Dutch spies caught Russian hackers on tape
Reports say hackers penetrated the computers used by the group and watched them for at least a year, managing to catch the hackers on camera.
The Netherlands' spy service broke into the computers used by a powerful Russian hacking group and may be sitting on evidence relating to the breach of the US. Democratic National Committee, a Dutch newspaper and television show jointly reported on January 26.
Reports carried in the respected daily Volkskrant and by the current affairs show Nieuwsuur said hackers working for the Dutch General Intelligence and Security Service penetrated the computers used by the group, often nicknamed Cozy Bear, in mid-2014 and watched them for at least a year, even managing to catch the hackers on camera.
Dutch Interior Minister Kajsa Ollongren, interviewed by reporters in The Hague before the government's weekly Cabinet meeting, declined to address the report, saying only that she was "very happy that we have good security services in the Netherlands that do their work well." President Vladimir Putin's spokesman, Dmitry Peskov, said he had yet to see any official comment from the Dutch intelligence services on the matter.
"If the Dutch media want to fuel anti-Russian hysteria in the US, it's an activity that can't be called honorable," he added.
Volkskrant and Nieuwsuur said that the Dutch spies used their access to help oust Cozy Bear from US State Department computers in late 2014. Volkskrant said American spies were so grateful they sent the Dutch cake and flowers.
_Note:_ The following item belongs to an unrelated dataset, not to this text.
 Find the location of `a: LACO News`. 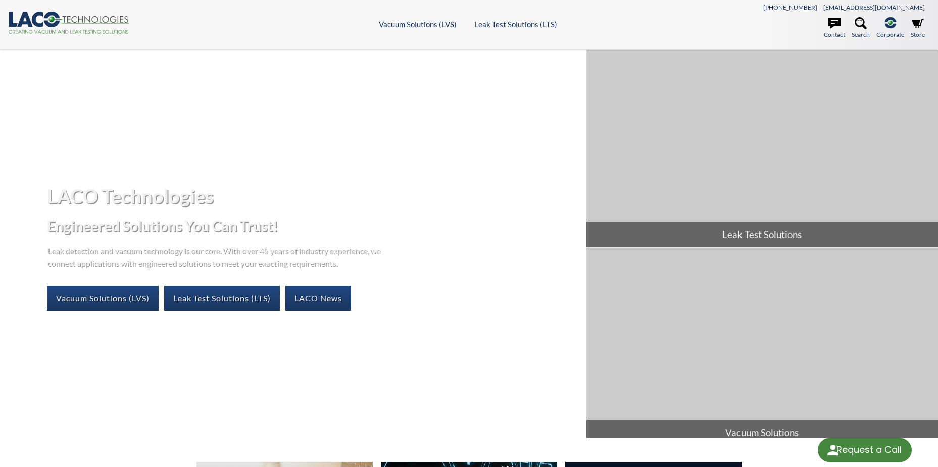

Ko Colijn, a researcher at Clingendael, the Netherlands Institute of International Relations, said the report may indicate a leveling trend in which small but tech-savvy countries like the Netherlands "can compensate their military inferiority with cyber quality surpluses."
The news drew particular attention in Washington, where Cozy Bear has been identified as one of two Russian government-linked hacking groups that broke in to the DNC ahead of the 2016 presidential election. The other group is usually called Fancy Bear.
Unmasking the Cozy Bear hackers would provide key evidence for investigators trying to unravel the DNC breach, but it may not dispel the mystery surrounding the leaks that followed. A recent AP investigation found that all but one of the two dozen or so officials whose emails were published in the run-up to the 2016 election were targeted by Fancy Bear, which cybersecurity firm CrowdStrike said operated independently from Cozy Bear. The Kremlin has denied meddling in the US presidential vote.